[Photo: “From Here to There,” by user “allaboutgeorge” on Flickr. (Used under a Creative Commons license.) The installation (called “HERETHERE” for obvious reasons) straddles the boundary between Berkeley and Oakland, California; some believe that it’s a sculptural joke based on Gertrude Stein’s “There is no there there” quip, which referred to Oakland. You can read about the original project proposal here.]
From whiskey river:
A labyrinth is an ancient device that compresses a journey into a small space, winds up a path like thread on a spool. It contains beginning, confusion, perseverance, arrival, and return. There at last the metaphysical journey of your life and your actual movements are one and the same. You may wander, may learn that in order to get to your destination you must turn away from it, become lost, spin about, and then only after the way has become overwhelming and absorbing, arrive, having gone the great journey without having gone far on the ground.
(Rebecca Solnit [source])
…and:
I don’t mean it’s easy or assured, there are the stubborn stumps of shame, grief that remains unsolvable after all the years, a bag of stones that goes with one wherever one goes and however the hour may call for dancing and for light feet. But there is, also, the summoning world, the admirable energies of the world, better than anger, better than bitterness and, because more interesting, more alleviating. And there is the thing that one does, the needle one plies, the work, and within that work a chance to take thoughts that are hot and formless and to place them slowly and with meticulous effort into some shapely heat-retaining form, even as the gods, or nature, or the soundless wheels of time have made forms all across the soft, curved universe—that is to say, having chosen to claim my life, I have made for myself, out of work and love, a handsome life.
(Mary Oliver [source])
Not from whiskey river:
236
Some keep the Sabbath going to Church —
I keep it, staying at Home —
With a Bobolink for a Chorister —
And an Orchard, for a Dome —Some keep the Sabbath in Surplice —
I, just wear my Wings —
And instead of tolling the Bell, for Church,
Our little Sexton — sings.God preaches, a noted Clergyman —
And the sermon is never long,
So instead of getting to Heaven, at last —
I’m going, all along.
(Emily Dickinson [source])
…and:
The funny thing about stopping is that as soon as you do it, here you are. Things get simpler. In some ways, it’s as if you died and the world continued on. If you did die, all your responsibilities and obligations would immediately evaporate. Their residue would somehow get worked out without you. No one else can take over your unique agenda. It would die or peter out with you just as it has for everyone else who has ever died. So you don’t need to worry about it in any absolute way.
If this is true, maybe you don’t need to make one more phone call right now, even if you think you do. Maybe you don’t need to read something just now, or run one more errand. By taking a few moments to “die on purpose” to the rush of time while you are still living, you free yourself to have time for the present. By “dying” now in this way, you actually become more alive now.
(Jon Kabat-Zinn [source])
…and:
Letter from Swan’s Island
(excerpt)I have a fantasy: to walk on water.
Not eastward, the Atlantic far out
scares me, but long, island-hopping
giant steps up and down
the coast the way as a child
I’d make my “two-legged” compass
walk the map. Walking to school
a thousand winter mornings,
I imagined each thought, each step,
an exercise in good and evil;
or, after confession, I’d cup
my hands around my breath,
saved for an hour, knowing I’d sin
again, the scars on my soul
whitening like the scars on my hands
where I burnt them on the stove.
Swan’s Island. A world
existing side by side with yours,
where love struggles to perfect
itself, and finally perfect,
finds it has no object.
The waking dream’s intact—
the world continues not to change,
and staying the same, changes us.
(Elizabeth Spires [source])
…and:
Distance changes utterly when you take the world on foot. A mile becomes a long way, two miles literally considerable, ten miles whopping, fifty miles at the very limits of conception. The world, you realize, is enormous in a way that only you and a small community of fellow hikers know. Planetary scale is your little secret.
Life takes on a neat simplicity, too. Time ceases to have any meaning. When it is dark, you go to bed, and when it is light again you get up, and everything in between is just in between. It’s quite wonderful, really.
You have no engagements, commitments, obligations, or duties; no special ambitions and only the smallest, least complicated of wants; you exist in a tranquil tedium, serenely beyond the reach of exasperation, “far removed from the seats of strife,” as the early explorer and botanist William Bartram put it. All that is required of you is a willingness to trudge.
There is no point in hurrying because you are not actually going anywhere. However far or long you plod, you are always in the same place: in the woods. It’s where you were yesterday, where you will be tomorrow. The woods is one boundless singularity. Every bend in the path presents a prospect indistinguishable from every other, every glimpse into the trees the same tangled mass. For all you know, your route could describe a very large, pointless circle. In a way, it would hardly matter.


• PROBLEM TO WORK ON:
What you return must be the full data, repeated verbatim, with no pictures in it.
===== THE DATA =====
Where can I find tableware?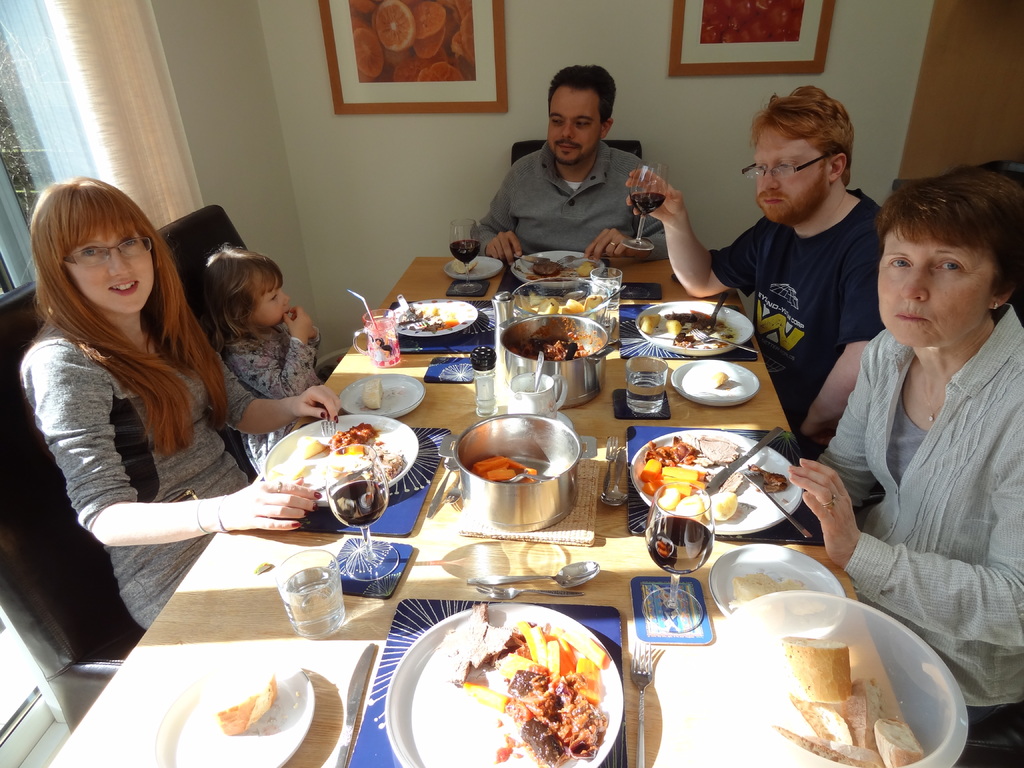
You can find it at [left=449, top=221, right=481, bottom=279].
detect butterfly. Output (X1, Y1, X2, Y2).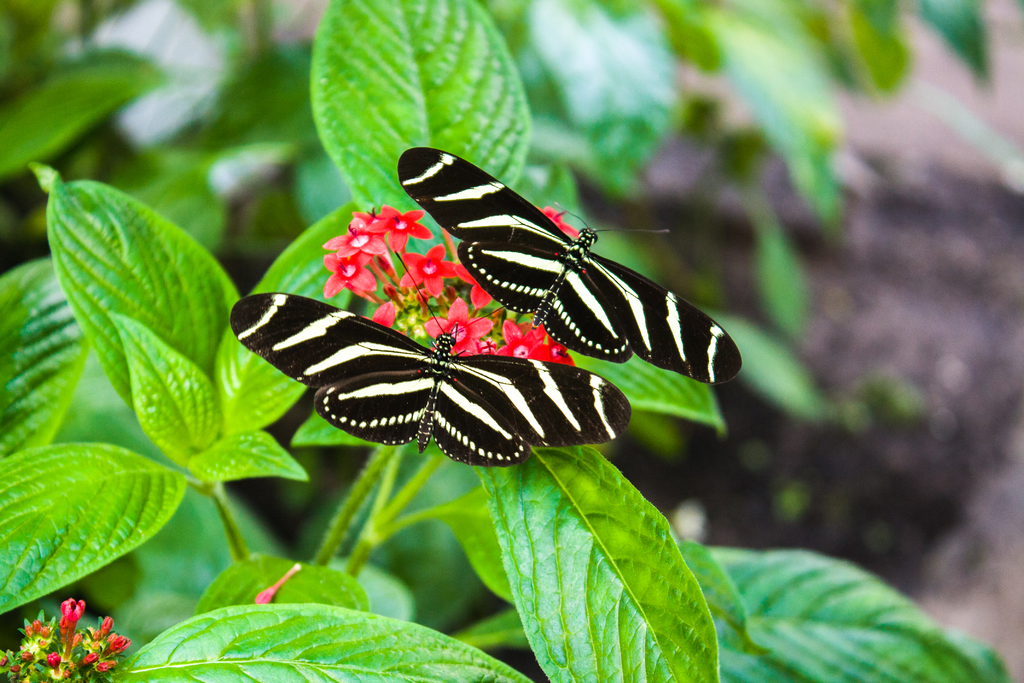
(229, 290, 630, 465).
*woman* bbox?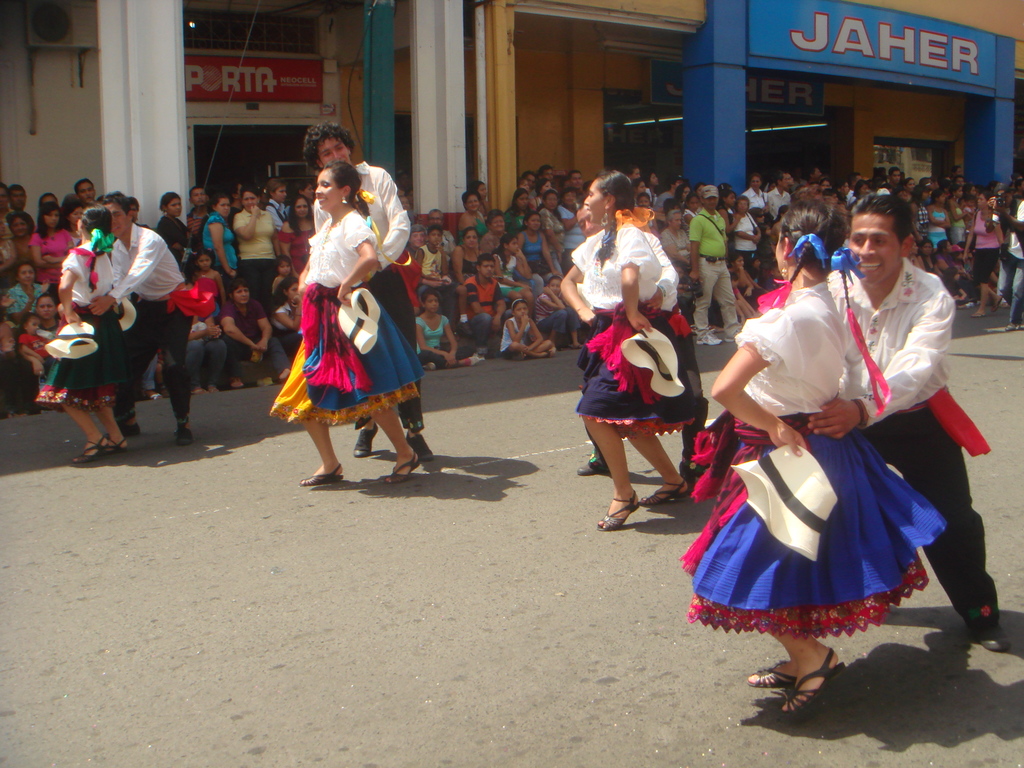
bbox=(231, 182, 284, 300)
=====
• OUTPUT OF THE TASK:
Where can I find tableware?
You can find it at [left=449, top=221, right=481, bottom=279].
detect butterfly. Output (X1, Y1, X2, Y2).
(229, 290, 630, 465).
*woman* bbox?
bbox=(231, 182, 284, 300)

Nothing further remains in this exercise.